Comparing NPS to PPF on gross corpus is misleading. The 40% annuity component is fully taxable as income each year. For a retiree whose pension income pushes them back into the 20% or 30% slab, the effective post-tax yield on that portion is meaningfully lower. Account for this in your pre-retirement asset allocation — the compulsory annuity is a constraint, not a windfall.


Key Takeaways

  • Section 80CCD(1B) delivers Rs.50,000 of deduction entirely outside the Rs.1.5 lakh 80CCE basket — the most straightforward incremental deduction once your 80C limit is exhausted.
  • Only old-regime taxpayers can claim it — decide your regime before the financial year starts and communicate it to your employer in writing.
  • Tier I only: Tier II NPS contributions produce no deduction for most taxpayers.
  • Annual tax saving: Rs.15,600 (30% slab) or Rs.10,400 (20% slab) including cess, compounding into a significant retirement advantage over a multi-decade horizon.
  • Stack 80CCD(1B) with 80CCD(2) wherever your employer offers Corporate NPS — the employer contribution is deductible even under the new regime, making it regime-agnostic.
  • At exit, 60% of corpus is tax-free; the mandatory 40% annuity generates taxable pension income — model the after-tax return against your alternative instrument before deciding contribution quantum.
  • Credit your PRAN by 31 March 2027: use eNPS direct for last-minute contributions to guarantee same-day credit; PoP submissions should be made by 26 March.

Frequently Asked Questions

What is Section 80CCD(1B)?
Section 80CCD(1B) of the Income Tax Act allows an additional deduction of up to ₹50,000 per year for contributions made by an individual to a National Pension System Tier I account. This deduction is over and above the ₹1.5 lakh limit under Section 80CCE that aggregates 80C, 80CCC and 80CCD(1) deductions.
Is 80CCD(1B) available under the new tax regime?
No. Section 80CCD(1B), like most Chapter VI-A deductions, is available only under the old tax regime. Taxpayers opting for the new regime cannot claim the ₹50,000 NPS deduction.
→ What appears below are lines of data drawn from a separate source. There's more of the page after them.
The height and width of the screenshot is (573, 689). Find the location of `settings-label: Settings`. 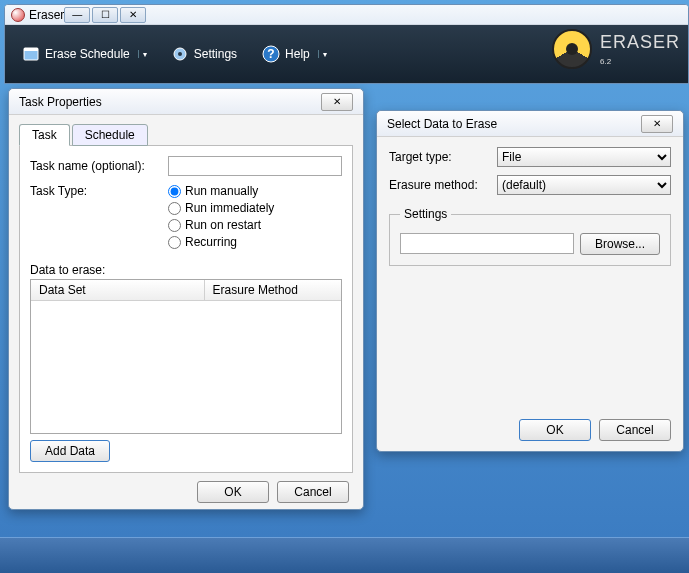

settings-label: Settings is located at coordinates (216, 54).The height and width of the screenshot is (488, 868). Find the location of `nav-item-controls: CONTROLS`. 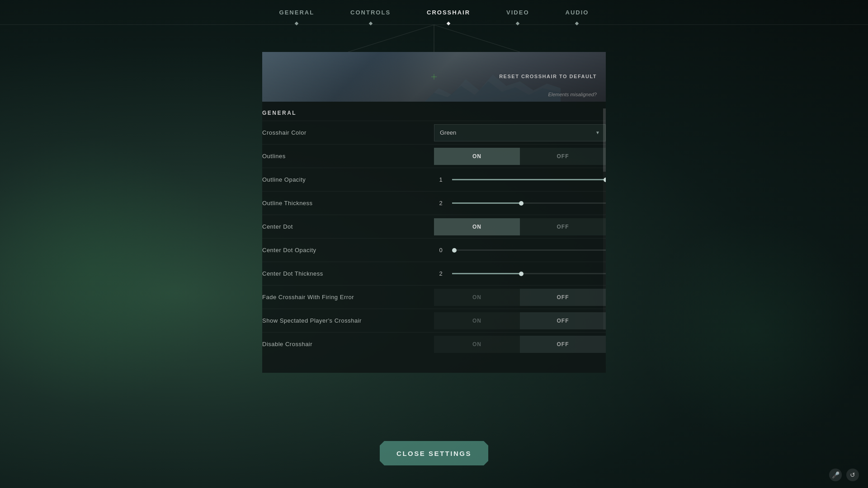

nav-item-controls: CONTROLS is located at coordinates (371, 13).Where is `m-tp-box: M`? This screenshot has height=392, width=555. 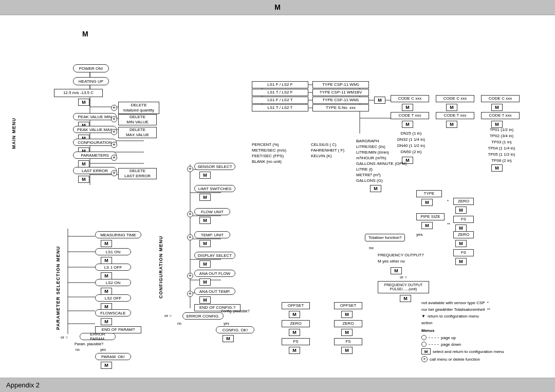
m-tp-box: M is located at coordinates (497, 168).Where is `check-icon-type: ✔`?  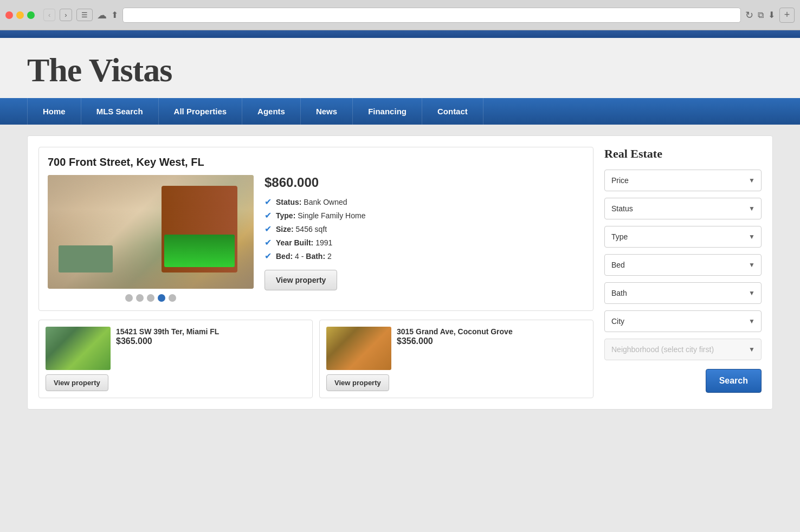 check-icon-type: ✔ is located at coordinates (268, 216). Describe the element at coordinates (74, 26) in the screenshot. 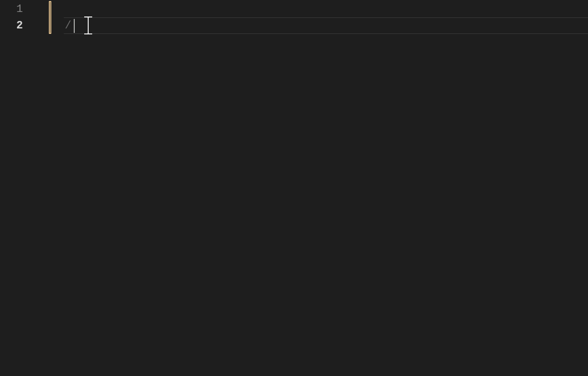

I see `text-caret` at that location.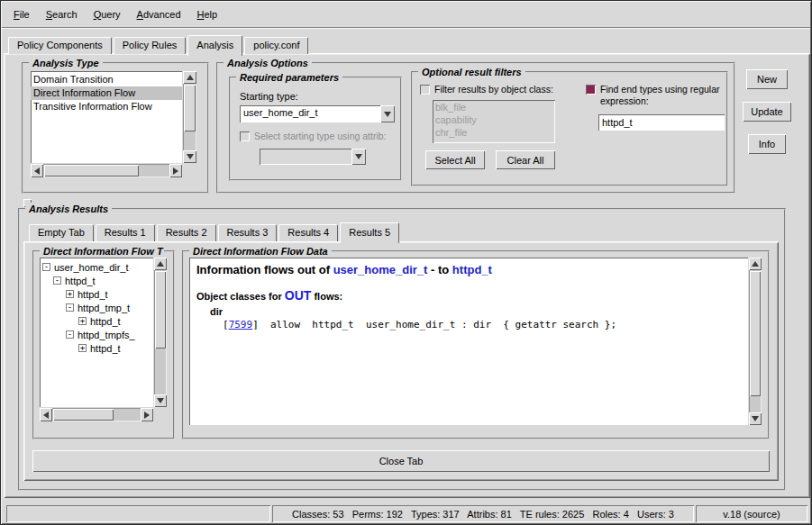  I want to click on list-item: Transitive Information Flow, so click(106, 106).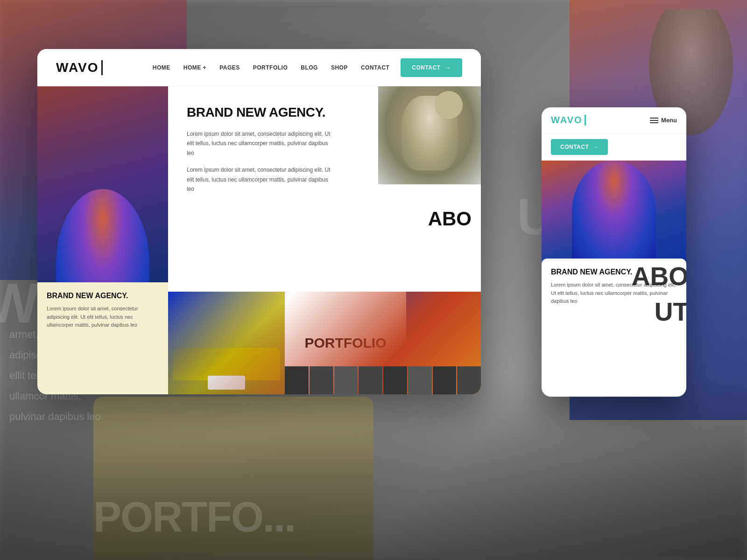 The width and height of the screenshot is (747, 560). Describe the element at coordinates (194, 517) in the screenshot. I see `bg-text-portfolio: PORTFO...` at that location.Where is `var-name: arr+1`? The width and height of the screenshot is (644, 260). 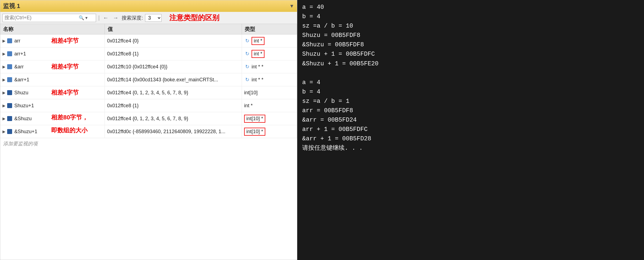 var-name: arr+1 is located at coordinates (20, 54).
This is one of the key factors to weigh while choosing between the old and new regimes for FY 2026-27.
What is the difference between 80CCD(1), 80CCD(1B) and 80CCD(2)?
Section 80CCD(1) covers individual contributions within the ₹1.5 lakh 80CCE cap. Section 80CCD(1B) gives an additional ₹50,000 outside that cap. Section 80CCD(2) covers employer contributions to the employee's NPS, which is also outside the 80CCE cap and capped at 10 per cent of salary (14 per cent for government employees).
How much tax can I save with 80CCD(1B)?
For a taxpayer in the 30 per cent slab under the old regime, a ₹50,000 NPS contribution saves about ₹15,600 in tax including cess. For the 20 per cent slab, the saving is around ₹10,400, and for the 5 per cent slab, around ₹2,600. The NPS corpus itself continues to grow at market returns through retirement.
Can I claim 80CCD(1B) on Tier II NPS?
No. The deduction under Section 80CCD(1B) is available only on contributions to the NPS Tier I account, which is the locked-in retirement product. Contributions to the optional Tier II account, which has no lock-in but offers more flexibility, do not qualify for any tax deduction under Sections 80CCD or 80C.
Priyanka Wadhera
Content Reviewed By

CA | POSH Consultant | Financial Advisor

"I help startups and mid-sized businesses scale by streamlining their tax advisory, POSH compliances, and virtual CFO systems with 100% precision."